The boy keeps coughing.

"Come on, I'll get you inside, I'm sorry you must be cold," I say, picking him up. He can't weigh more than a hundred pounds, scrawny devil, weighed down by a fifty pound backpack.

"Cally why did you let the little mongrel off his leash---oh sweet Lucifer not another stray? I don't like people in my house—"

"Shut up dad---I found him in the water," I say, carrying the boy to the sofa.

"Yes, I'd gathered. I found out who the little mongrel belongs to. I'll be mailing them chains so they can keep it properly locked up," my father, not even getting up from the table.

"You're safe now---I'm sorry my name's Calypso, Cally—that's basically my dad Mr. Helios," I say, helpfully, as the boy coughs and breaths deeply, looking around like he's never seen the inside of a mansion before.

"Basically your dad?"

"Shut up, I'm introducing us, what's your name? Do you speak English? Greek?" I try the last bit in Greek.

"English," the boy says, in a thick eastern European accent,  "English and Danish—and French—I'm sorry I'm ruining your sofa."

"Basically your dad?"

"Shush—you're fine lay still, I fished you out of the Agean do you remember going in?" I ask, fetching a towel.

"Your mother rejects me for two millennia and marries two of my stupid brothers for me to be BASICALLY your dad?"

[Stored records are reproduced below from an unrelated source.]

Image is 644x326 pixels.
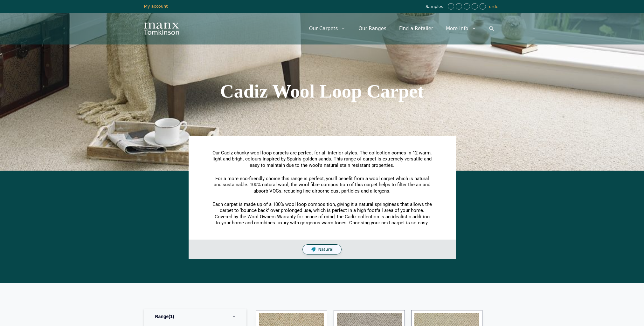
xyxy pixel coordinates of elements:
[425,4,446,9] span: Samples:
[318,247,333,252] span: Natural
[144,22,179,35] img: Manx Tomkinson
[303,19,352,38] a: Our Carpets
[168,314,174,319] span: 1
[212,150,432,168] span: Our Cadiz chunky wool loop carpets are perfect for all interior styles. The collection comes in 1...
[303,19,500,38] nav: Primary
[489,4,500,9] a: order
[483,19,500,38] a: Open Search Bar
[144,4,168,8] a: My account
[212,176,432,195] p: For a more eco-friendly choice this range is perfect, you’ll benefit from a wool carpet which is ...
[212,202,432,226] p: Each carpet is made up of a 100% wool loop composition, giving it a natural springiness that allo...
[144,82,500,101] h1: Cadiz Wool Loop Carpet
[352,19,393,38] a: Our Ranges
[149,309,242,325] label: Range
[439,19,483,38] a: More Info
[393,19,439,38] a: Find a Retailer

"Feel free to completely ignore him. I do," I say, giving him a towel and wrapping one around myself.

"More than a thousand years of rejection and I am BASICALLY YOUR DAD?"

"Viktor Metion," the boy says, politely, he has a soft accent, though his English is fluid, "I----oh my god. What time is it? My dad is going to be furious with me."

"Oh is he basically your father as well?"

"Don't you have cows to feed?" I growl.

"My dad, I was supposed to meet him---he's going to kill me," the boy says, sadly.

"Well you almost died so we'll tell him that. And it's the middle of the night you're not going anywhere now. I have a phone, can we call your dad?" I ask.

"I have a phone—which is probably broken," he  feels his pockets, sadly. Of course the phone is quite drenched.

"Here, get that off—what were you doing?" I ask, helping him take off some sort of heavy backpack, as well as a messenger bag and harness.

"Fly---it's a jet pack," he explains, "it's solar powered----I can probably fix it."

"Do you know your dad's number?" I ask, holding up my phone.

"No," he says, "He doesn't have a phone---I'm sorry where are we?"

"On my basically my dad's island," I say, for my dad's benefit as he goes off to the kitchen to mumble to himself. "You're free to stay as long as you like."